Cassian threw himself flat upon the earth, peering cautiously over the rise of the hill. What passed before him was no mere beast of the wilds—it was colossal. Its body was a ruinous blend of sinew and nightmare, the head of a goat yet stretched with jaws so vast the teeth hung in jagged crescents down to its shoulders. From its torso sprouted three immense arms, two corded with muscle, the third bent and sinewy like the limb of some carrion spider. Its legs—long, jointed twice like those of a hunting arachnid—moved with a gait both alien and horribly deliberate.
And behind it…
Figures.
Dragged through the soil, their limbs limp, trailing furrows in the dirt.
A cold sweat slid down his neck, yet through the gnawing dread there sparked a dangerous ember of hope. The dreams—those strange, spectral visions that haunted his sleep—had told him there were others like him. If those wretches shared his strange limbs, then perhaps, just perhaps, he might find kin among them. And if the creature had come from somewhere, then so had they.
He risked another glance. The monster's attention was elsewhere, its terrible head turning toward the east. Seizing the moment, Cassian slid through a narrow break in the slope, creeping low, then breaking into a half-run, half-crawl toward the abomination.
"This is a damned foolish plan," he muttered under his breath, the words tasting bitter in his mouth.
The thing halted. Cassian dropped behind a mound of wind-packed sand, heart hammering. He measured the distance between himself and the looming black structure on the hill beyond—too far. Far too far. The thought struck him hard: there are worse horrors yet in this land, and wisdom may lie in retreat, for now.
Then he heard it stop again.
The air seemed to tighten around him; his skin flushed hot, his breath shallow. "Keep walking… keep walking…" he urged under his breath.
A sudden THUD. Then another. Fast. Heavy. Approaching.
Cassian did not look back. He bolted for the hill, his boots tearing at the dust. The pounding drew closer—closer still—until he hurled himself down, rolling hard to the hill's side just as the monster's spidery limb slammed into the earth where he'd been standing.
For the briefest of heartbeats, sunlight caught upon something at its side—a flash of dull, battered metal. A wave of broken memories flooded him: voices, blood, steel—gone before he could seize them.
He almost lingered in the trance… almost. But survival clawed him back. He ducked low and ran for the building.
"Just give me a decent bloody evening," he growled through his teeth.
The creature shrieked—a sound of iron scraping bone—before tearing great stones from the earth and hurling them toward him.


- [HOW TO COMPLETE THIS TASK]: What you return must match the records word for word.
───── AVAILABLE RECORDS
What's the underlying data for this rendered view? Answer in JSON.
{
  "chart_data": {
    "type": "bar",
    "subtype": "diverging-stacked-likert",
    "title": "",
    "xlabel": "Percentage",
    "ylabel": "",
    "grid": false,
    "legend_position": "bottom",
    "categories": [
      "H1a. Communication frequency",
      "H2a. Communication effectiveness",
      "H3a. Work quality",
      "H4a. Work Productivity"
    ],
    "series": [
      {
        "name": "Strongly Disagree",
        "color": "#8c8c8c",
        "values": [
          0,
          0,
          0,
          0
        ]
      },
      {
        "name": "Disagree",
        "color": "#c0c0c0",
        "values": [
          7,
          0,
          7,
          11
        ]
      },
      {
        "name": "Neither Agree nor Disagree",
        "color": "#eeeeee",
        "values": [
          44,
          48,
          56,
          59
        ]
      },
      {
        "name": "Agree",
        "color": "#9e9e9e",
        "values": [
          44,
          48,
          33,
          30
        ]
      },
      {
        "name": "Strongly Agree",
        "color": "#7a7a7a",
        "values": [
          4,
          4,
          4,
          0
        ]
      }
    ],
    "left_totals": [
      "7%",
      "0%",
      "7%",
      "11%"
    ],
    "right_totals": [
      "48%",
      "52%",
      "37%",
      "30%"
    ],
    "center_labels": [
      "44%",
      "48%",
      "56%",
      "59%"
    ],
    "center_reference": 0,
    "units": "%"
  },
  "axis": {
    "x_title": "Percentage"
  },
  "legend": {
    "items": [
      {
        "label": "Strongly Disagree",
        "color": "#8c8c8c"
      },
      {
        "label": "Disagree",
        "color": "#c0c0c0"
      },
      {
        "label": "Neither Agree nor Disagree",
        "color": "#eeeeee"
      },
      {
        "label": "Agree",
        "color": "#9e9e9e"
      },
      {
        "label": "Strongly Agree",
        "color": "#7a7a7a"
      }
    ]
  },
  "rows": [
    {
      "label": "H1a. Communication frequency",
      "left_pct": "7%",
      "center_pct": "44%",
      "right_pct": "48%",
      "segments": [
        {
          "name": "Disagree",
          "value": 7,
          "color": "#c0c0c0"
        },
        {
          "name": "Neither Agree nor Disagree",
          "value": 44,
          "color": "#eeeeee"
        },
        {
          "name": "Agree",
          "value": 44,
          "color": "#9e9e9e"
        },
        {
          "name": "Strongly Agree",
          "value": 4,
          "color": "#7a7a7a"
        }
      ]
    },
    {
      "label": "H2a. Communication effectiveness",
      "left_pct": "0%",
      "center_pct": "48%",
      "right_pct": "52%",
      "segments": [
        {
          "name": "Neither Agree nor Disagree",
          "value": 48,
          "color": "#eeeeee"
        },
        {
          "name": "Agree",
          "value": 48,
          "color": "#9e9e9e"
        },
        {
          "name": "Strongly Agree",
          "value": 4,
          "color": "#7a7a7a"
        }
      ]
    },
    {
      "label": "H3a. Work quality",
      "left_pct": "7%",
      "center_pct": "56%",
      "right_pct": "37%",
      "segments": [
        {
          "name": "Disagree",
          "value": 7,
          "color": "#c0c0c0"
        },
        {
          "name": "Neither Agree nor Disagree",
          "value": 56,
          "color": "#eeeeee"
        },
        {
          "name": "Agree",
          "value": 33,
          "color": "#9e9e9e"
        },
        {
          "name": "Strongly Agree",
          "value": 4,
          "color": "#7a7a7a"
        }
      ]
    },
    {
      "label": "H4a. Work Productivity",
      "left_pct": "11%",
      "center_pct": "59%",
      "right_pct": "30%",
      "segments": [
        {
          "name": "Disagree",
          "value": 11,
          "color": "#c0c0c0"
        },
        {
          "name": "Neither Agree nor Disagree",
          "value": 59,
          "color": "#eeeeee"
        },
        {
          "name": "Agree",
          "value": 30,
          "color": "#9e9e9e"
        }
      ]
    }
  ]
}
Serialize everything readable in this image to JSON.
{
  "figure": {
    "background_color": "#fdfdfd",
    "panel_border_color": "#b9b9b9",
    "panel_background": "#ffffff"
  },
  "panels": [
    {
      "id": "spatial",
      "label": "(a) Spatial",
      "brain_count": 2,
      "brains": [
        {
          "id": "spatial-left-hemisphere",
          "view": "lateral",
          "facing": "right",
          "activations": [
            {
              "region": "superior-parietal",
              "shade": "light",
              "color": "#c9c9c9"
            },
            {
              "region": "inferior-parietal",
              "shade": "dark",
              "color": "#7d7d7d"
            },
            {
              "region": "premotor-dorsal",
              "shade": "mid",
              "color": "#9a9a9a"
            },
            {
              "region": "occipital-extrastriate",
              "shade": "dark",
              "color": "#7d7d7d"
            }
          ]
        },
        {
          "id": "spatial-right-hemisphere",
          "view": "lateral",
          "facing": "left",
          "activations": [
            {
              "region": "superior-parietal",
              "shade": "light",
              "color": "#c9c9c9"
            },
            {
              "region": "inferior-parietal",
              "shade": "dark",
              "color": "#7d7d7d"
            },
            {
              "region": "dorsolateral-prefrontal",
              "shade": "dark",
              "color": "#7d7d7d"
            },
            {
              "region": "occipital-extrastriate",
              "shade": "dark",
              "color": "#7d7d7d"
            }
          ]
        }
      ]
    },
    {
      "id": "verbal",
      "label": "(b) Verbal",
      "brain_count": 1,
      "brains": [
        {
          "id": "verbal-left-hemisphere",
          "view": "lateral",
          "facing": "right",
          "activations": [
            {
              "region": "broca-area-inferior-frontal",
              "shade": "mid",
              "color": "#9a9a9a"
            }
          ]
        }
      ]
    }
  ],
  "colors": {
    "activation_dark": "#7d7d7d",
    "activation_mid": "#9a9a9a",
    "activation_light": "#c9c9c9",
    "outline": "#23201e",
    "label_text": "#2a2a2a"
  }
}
──────────
- [SOLUTION FOR THIS PROBLEM]:
What's the underlying data for this rendered view? Answer in JSON.
{
  "chart_data": {
    "type": "bar",
    "subtype": "diverging-stacked-likert",
    "title": "",
    "xlabel": "Percentage",
    "ylabel": "",
    "grid": false,
    "legend_position": "bottom",
    "categories": [
      "H1a. Communication frequency",
      "H2a. Communication effectiveness",
      "H3a. Work quality",
      "H4a. Work Productivity"
    ],
    "series": [
      {
        "name": "Strongly Disagree",
        "color": "#8c8c8c",
        "values": [
          0,
          0,
          0,
          0
        ]
      },
      {
        "name": "Disagree",
        "color": "#c0c0c0",
        "values": [
          7,
          0,
          7,
          11
        ]
      },
      {
        "name": "Neither Agree nor Disagree",
        "color": "#eeeeee",
        "values": [
          44,
          48,
          56,
          59
        ]
      },
      {
        "name": "Agree",
        "color": "#9e9e9e",
        "values": [
          44,
          48,
          33,
          30
        ]
      },
      {
        "name": "Strongly Agree",
        "color": "#7a7a7a",
        "values": [
          4,
          4,
          4,
          0
        ]
      }
    ],
    "left_totals": [
      "7%",
      "0%",
      "7%",
      "11%"
    ],
    "right_totals": [
      "48%",
      "52%",
      "37%",
      "30%"
    ],
    "center_labels": [
      "44%",
      "48%",
      "56%",
      "59%"
    ],
    "center_reference": 0,
    "units": "%"
  },
  "axis": {
    "x_title": "Percentage"
  },
  "legend": {
    "items": [
      {
        "label": "Strongly Disagree",
        "color": "#8c8c8c"
      },
      {
        "label": "Disagree",
        "color": "#c0c0c0"
      },
      {
        "label": "Neither Agree nor Disagree",
        "color": "#eeeeee"
      },
      {
        "label": "Agree",
        "color": "#9e9e9e"
      },
      {
        "label": "Strongly Agree",
        "color": "#7a7a7a"
      }
    ]
  },
  "rows": [
    {
      "label": "H1a. Communication frequency",
      "left_pct": "7%",
      "center_pct": "44%",
      "right_pct": "48%",
      "segments": [
        {
          "name": "Disagree",
          "value": 7,
          "color": "#c0c0c0"
        },
        {
          "name": "Neither Agree nor Disagree",
          "value": 44,
          "color": "#eeeeee"
        },
        {
          "name": "Agree",
          "value": 44,
          "color": "#9e9e9e"
        },
        {
          "name": "Strongly Agree",
          "value": 4,
          "color": "#7a7a7a"
        }
      ]
    },
    {
      "label": "H2a. Communication effectiveness",
      "left_pct": "0%",
      "center_pct": "48%",
      "right_pct": "52%",
      "segments": [
        {
          "name": "Neither Agree nor Disagree",
          "value": 48,
          "color": "#eeeeee"
        },
        {
          "name": "Agree",
          "value": 48,
          "color": "#9e9e9e"
        },
        {
          "name": "Strongly Agree",
          "value": 4,
          "color": "#7a7a7a"
        }
      ]
    },
    {
      "label": "H3a. Work quality",
      "left_pct": "7%",
      "center_pct": "56%",
      "right_pct": "37%",
      "segments": [
        {
          "name": "Disagree",
          "value": 7,
          "color": "#c0c0c0"
        },
        {
          "name": "Neither Agree nor Disagree",
          "value": 56,
          "color": "#eeeeee"
        },
        {
          "name": "Agree",
          "value": 33,
          "color": "#9e9e9e"
        },
        {
          "name": "Strongly Agree",
          "value": 4,
          "color": "#7a7a7a"
        }
      ]
    },
    {
      "label": "H4a. Work Productivity",
      "left_pct": "11%",
      "center_pct": "59%",
      "right_pct": "30%",
      "segments": [
        {
          "name": "Disagree",
          "value": 11,
          "color": "#c0c0c0"
        },
        {
          "name": "Neither Agree nor Disagree",
          "value": 59,
          "color": "#eeeeee"
        },
        {
          "name": "Agree",
          "value": 30,
          "color": "#9e9e9e"
        }
      ]
    }
  ]
}
Serialize everything readable in this image to JSON.
{
  "figure": {
    "background_color": "#fdfdfd",
    "panel_border_color": "#b9b9b9",
    "panel_background": "#ffffff"
  },
  "panels": [
    {
      "id": "spatial",
      "label": "(a) Spatial",
      "brain_count": 2,
      "brains": [
        {
          "id": "spatial-left-hemisphere",
          "view": "lateral",
          "facing": "right",
          "activations": [
            {
              "region": "superior-parietal",
              "shade": "light",
              "color": "#c9c9c9"
            },
            {
              "region": "inferior-parietal",
              "shade": "dark",
              "color": "#7d7d7d"
            },
            {
              "region": "premotor-dorsal",
              "shade": "mid",
              "color": "#9a9a9a"
            },
            {
              "region": "occipital-extrastriate",
              "shade": "dark",
              "color": "#7d7d7d"
            }
          ]
        },
        {
          "id": "spatial-right-hemisphere",
          "view": "lateral",
          "facing": "left",
          "activations": [
            {
              "region": "superior-parietal",
              "shade": "light",
              "color": "#c9c9c9"
            },
            {
              "region": "inferior-parietal",
              "shade": "dark",
              "color": "#7d7d7d"
            },
            {
              "region": "dorsolateral-prefrontal",
              "shade": "dark",
              "color": "#7d7d7d"
            },
            {
              "region": "occipital-extrastriate",
              "shade": "dark",
              "color": "#7d7d7d"
            }
          ]
        }
      ]
    },
    {
      "id": "verbal",
      "label": "(b) Verbal",
      "brain_count": 1,
      "brains": [
        {
          "id": "verbal-left-hemisphere",
          "view": "lateral",
          "facing": "right",
          "activations": [
            {
              "region": "broca-area-inferior-frontal",
              "shade": "mid",
              "color": "#9a9a9a"
            }
          ]
        }
      ]
    }
  ],
  "colors": {
    "activation_dark": "#7d7d7d",
    "activation_mid": "#9a9a9a",
    "activation_light": "#c9c9c9",
    "outline": "#23201e",
    "label_text": "#2a2a2a"
  }
}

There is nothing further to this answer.